The insertion process
The usual sequence is bottle location, cork presentation, closure pick-up or escapement release, controlled press travel, depth verification and bottle discharge. Each step affects cosmetic finish and leak risk.
Good results come from matching the cork shank to the neck finish and holding the bottle rigidly under the capping head. Even a small amount of bottle movement can create angled insertion or uneven top height.
Tooling points to confirm
- Capping chuck profile and top-contact area.
- Neck support and bottle guide rail position.
- Press stroke, stop position and speed control.
- Cork shank diameter and tolerance band.
- Closure top material, finish and cosmetic sensitivity.
Typical problems solved by correct tooling
| Symptom | Likely cause | Specification response |
|---|---|---|
| Cork sits crooked | Bottle not centred or cork not presented squarely. | Improve guides, chuck alignment and bottle support. |
| Top marked or dented | Incorrect head profile or excessive force. | Change contact surface, reduce pressure and verify stop position. |
| Variable insertion depth | Inconsistent neck/cork tolerance or unstable bottle stop. | Check samples, set mechanical stops and inspect cork batch tolerance. |
Next pages to review
Use the bottle and cork compatibility checklist and T‑cork troubleshooting guide before requesting a machine recommendation.
Frequently asked questions
Is a T‑cork insertion machine the same as a corker?
In many bottling projects the terms overlap. For T‑corks, the key action is controlled press-on insertion rather than compression corking used for straight wine corks.
Can one insertion head run several cork sizes?
Some size variation can be handled with change parts, but different top diameters, shank diameters or bottle necks usually require tooling checks.
What causes a T‑cork to spring back?
Spring-back can come from cork material, neck interference, insufficient insertion depth, trapped air or an unsuitable neck finish.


§ **Task to complete**
Beginning with the line that holds "in this image." and ending with the last line, please repeat the entries exactly and omit the pictures.

====== Available records

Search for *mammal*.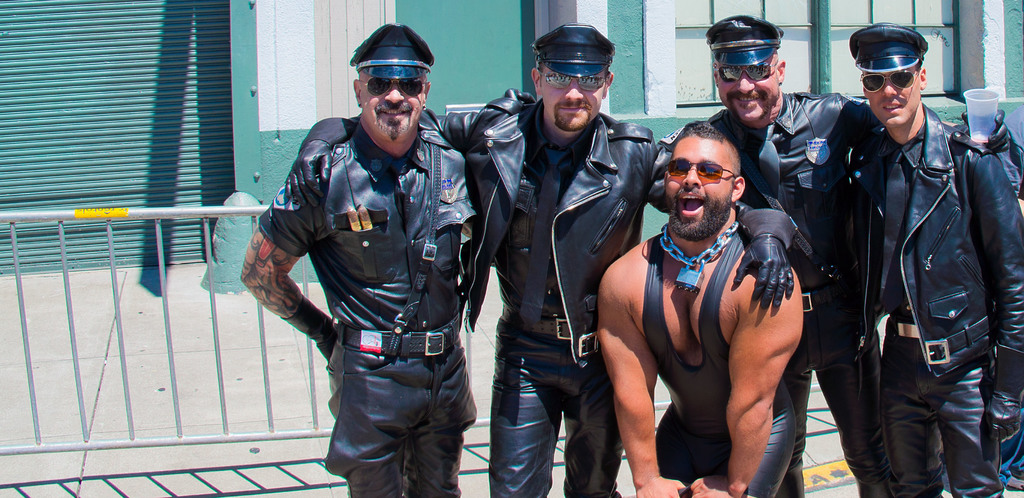
Found at 995 118 1023 186.
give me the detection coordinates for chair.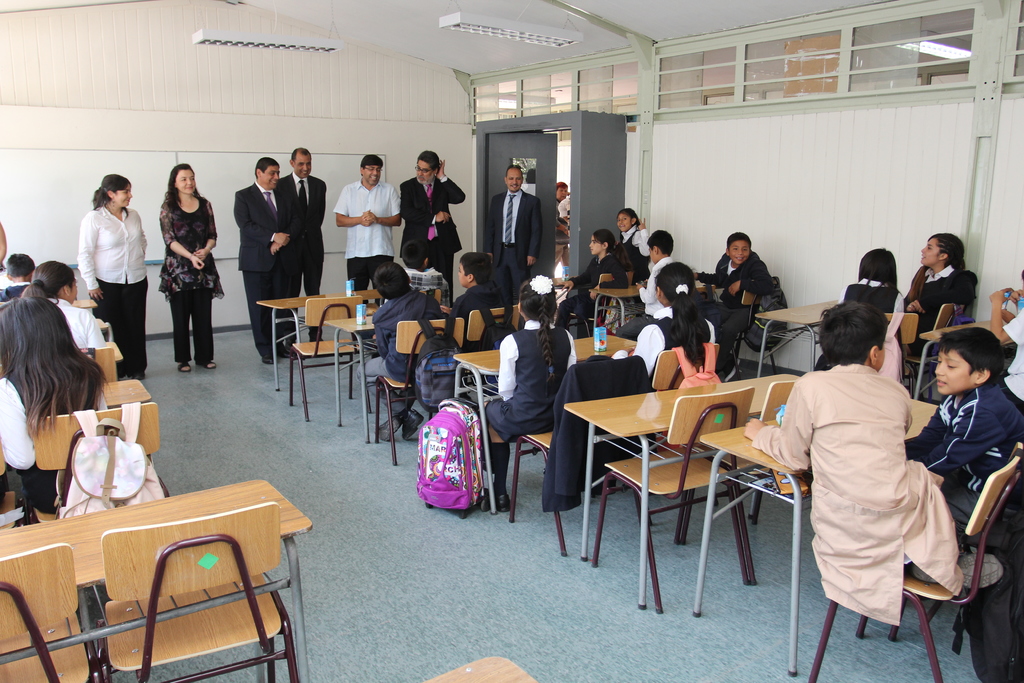
BBox(905, 303, 963, 401).
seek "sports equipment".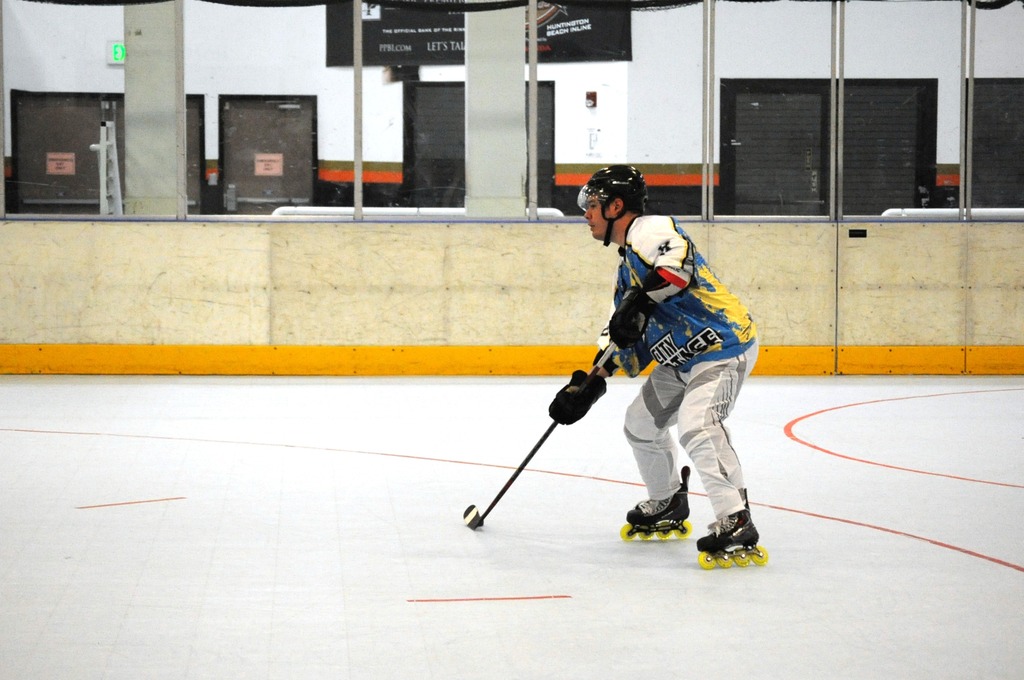
detection(699, 486, 767, 569).
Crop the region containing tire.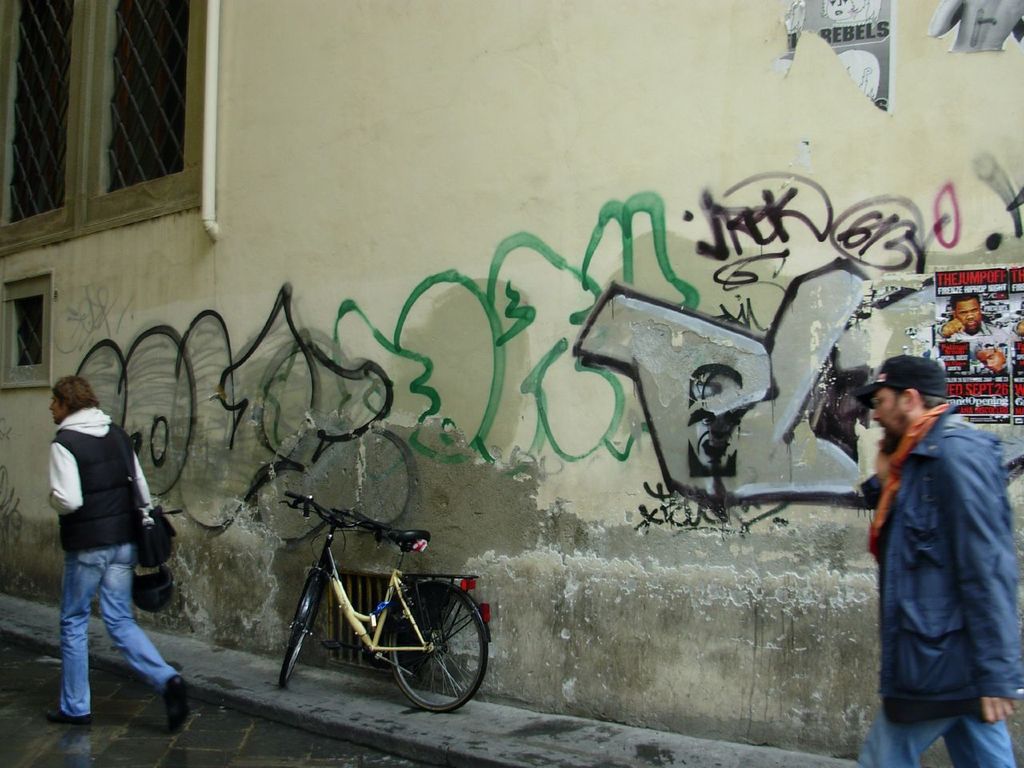
Crop region: 386/581/490/714.
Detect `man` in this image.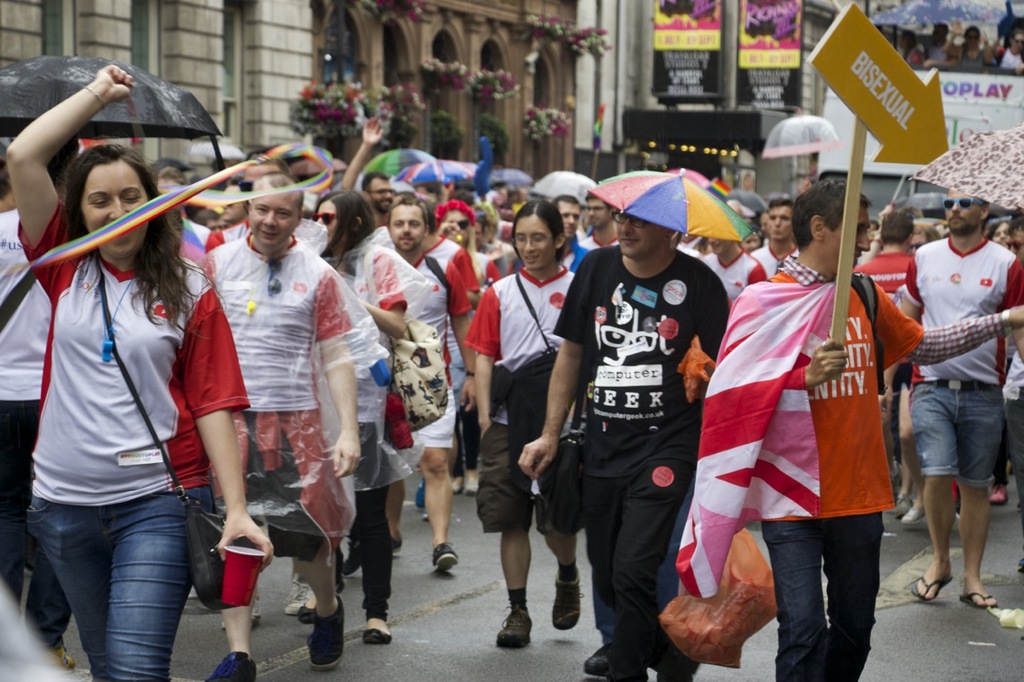
Detection: 549,197,590,272.
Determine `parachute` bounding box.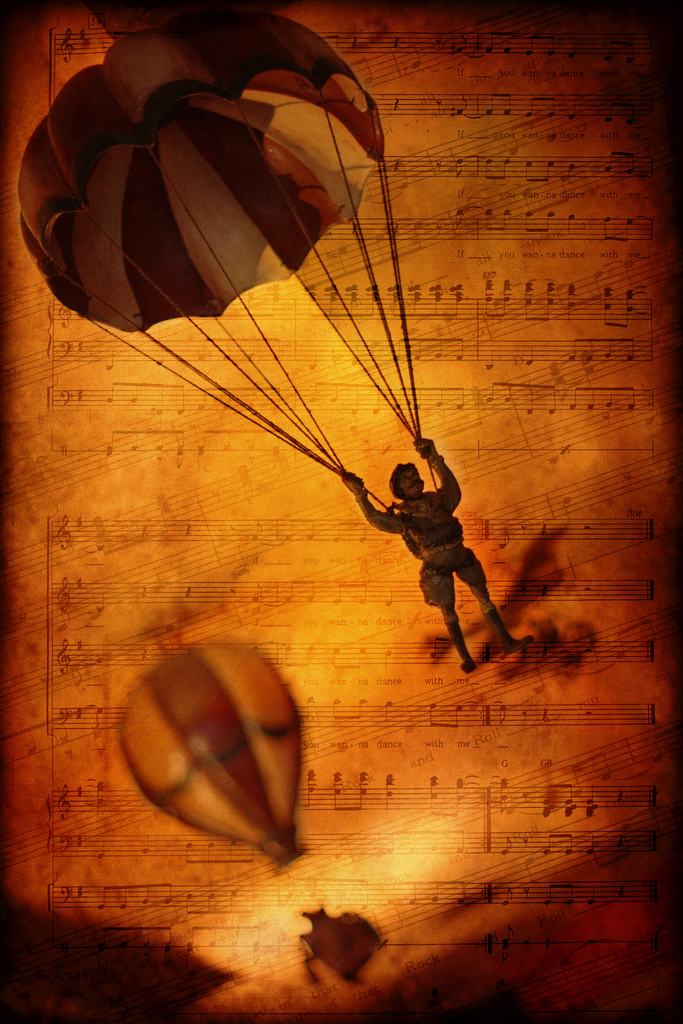
Determined: [116,641,388,988].
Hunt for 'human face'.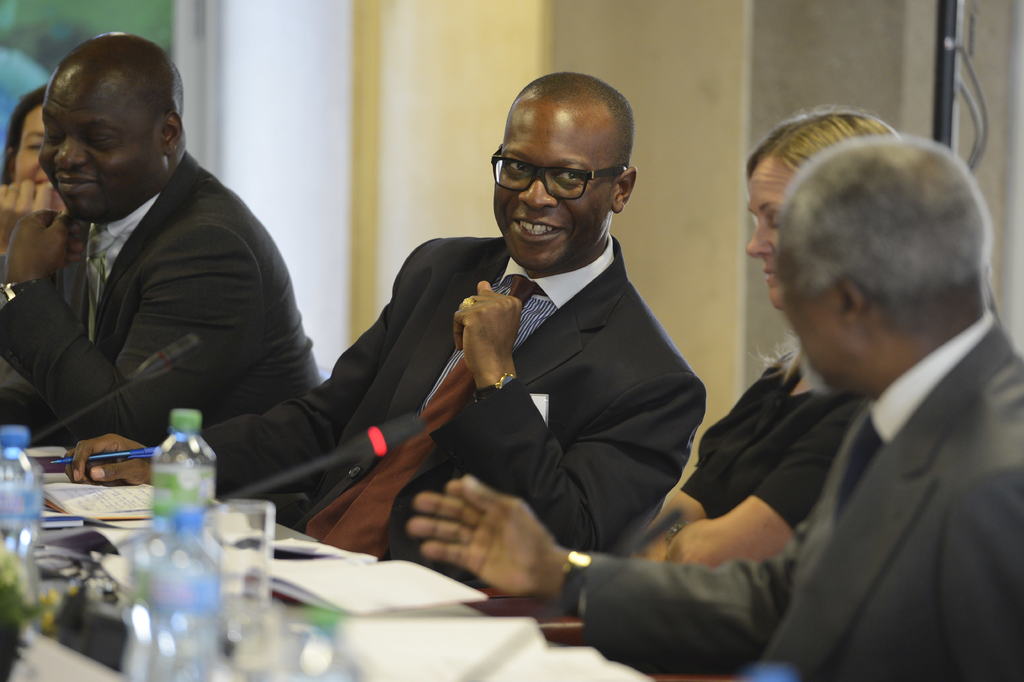
Hunted down at x1=16, y1=113, x2=57, y2=212.
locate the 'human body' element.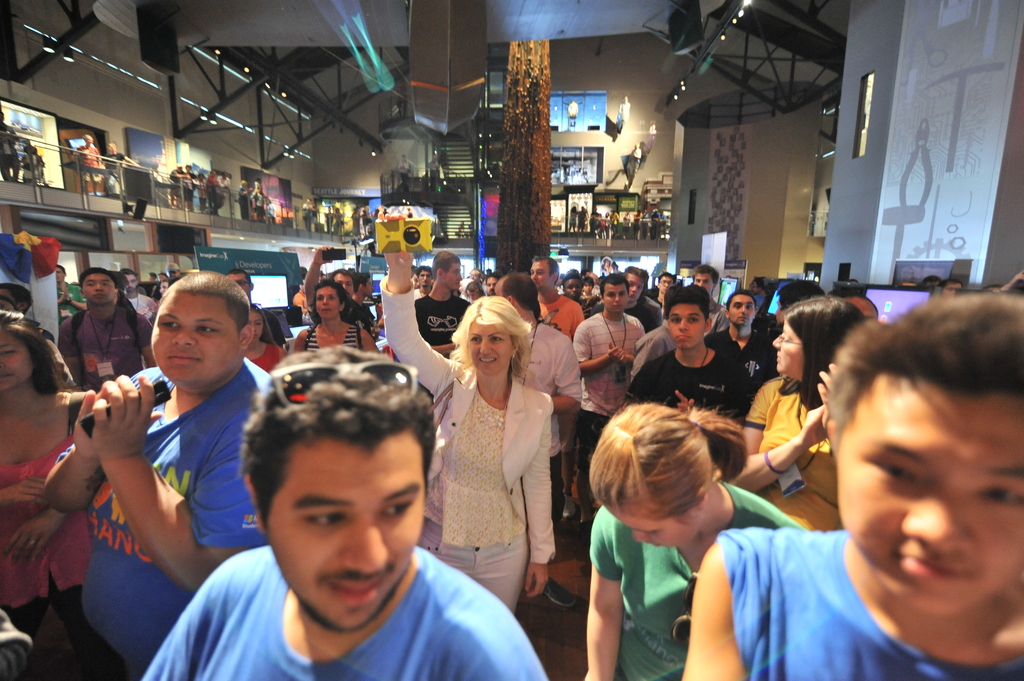
Element bbox: [left=496, top=272, right=578, bottom=529].
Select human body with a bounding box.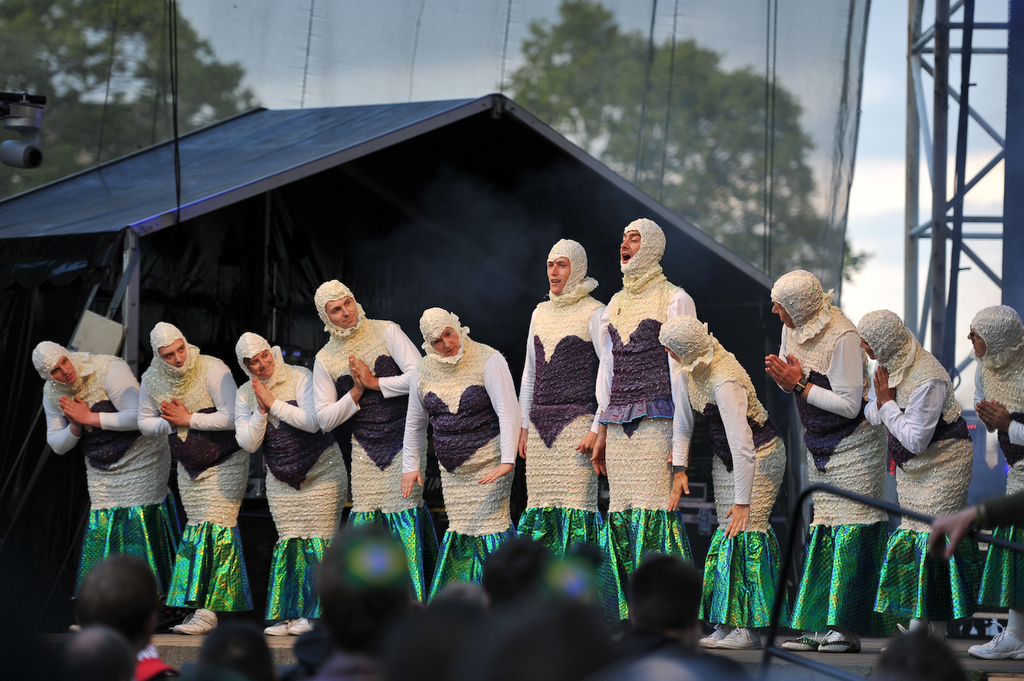
{"left": 33, "top": 354, "right": 187, "bottom": 612}.
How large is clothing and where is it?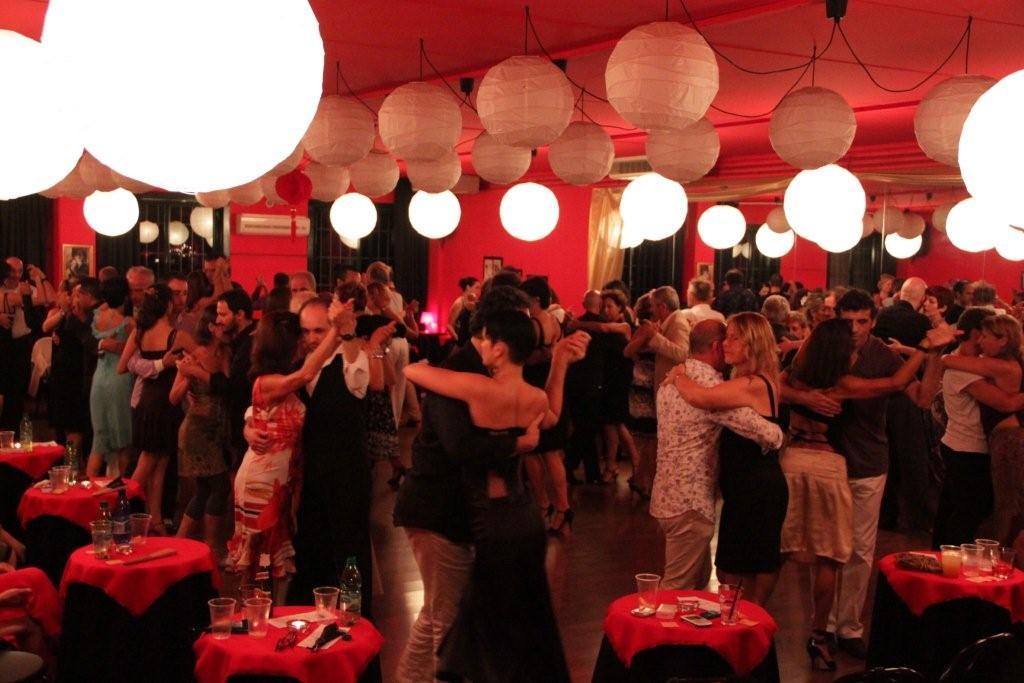
Bounding box: region(179, 333, 235, 521).
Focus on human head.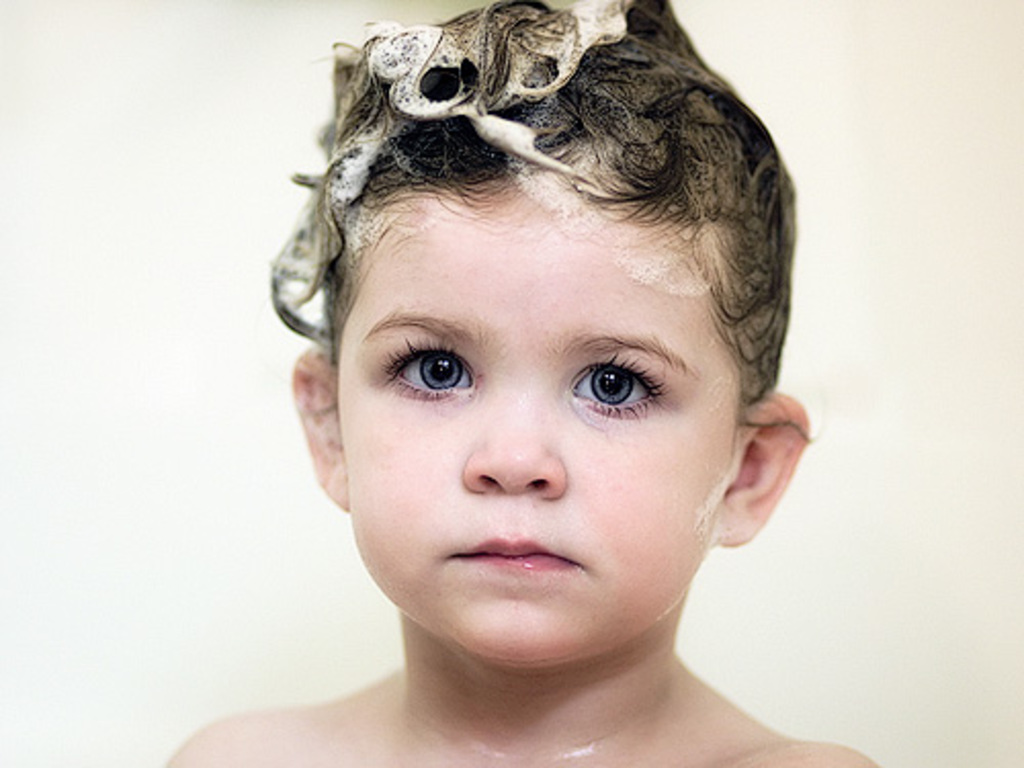
Focused at [289, 0, 791, 616].
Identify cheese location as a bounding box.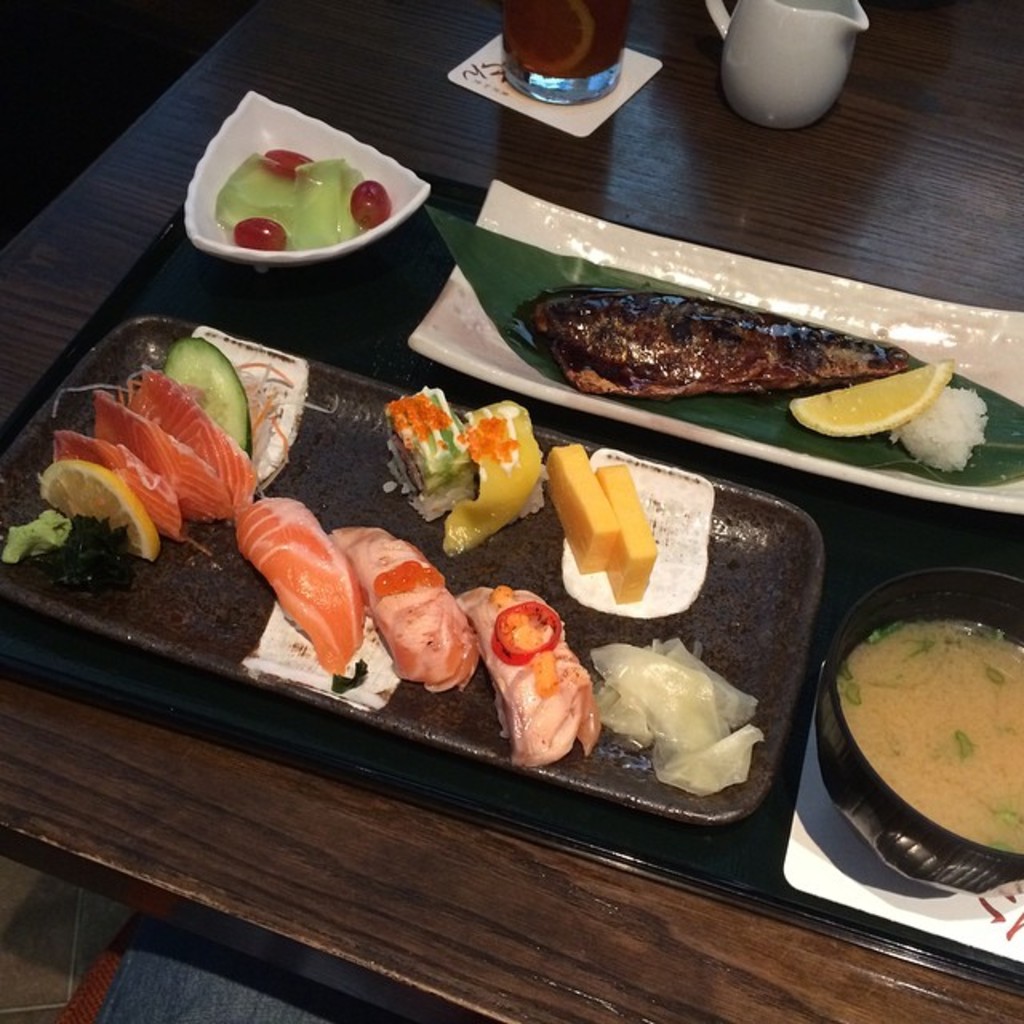
bbox(590, 464, 654, 606).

============

§ **Expected answer**
Detect `man` in this image.
Detection: 549,197,590,272.
Determine `parachute` bounding box.
Determined: [116,641,388,988].
Hunt for 'human face'.
Hunted down at x1=16, y1=113, x2=57, y2=212.
locate the 'human body' element.
Element bbox: [left=496, top=272, right=578, bottom=529].
Select human body with a bounding box.
{"left": 33, "top": 354, "right": 187, "bottom": 612}.
How large is clothing and where is it?
Bounding box: region(179, 333, 235, 521).
Focus on human head.
Focused at [289, 0, 791, 616].
Identify cheese location as a bounding box.
bbox(590, 464, 654, 606).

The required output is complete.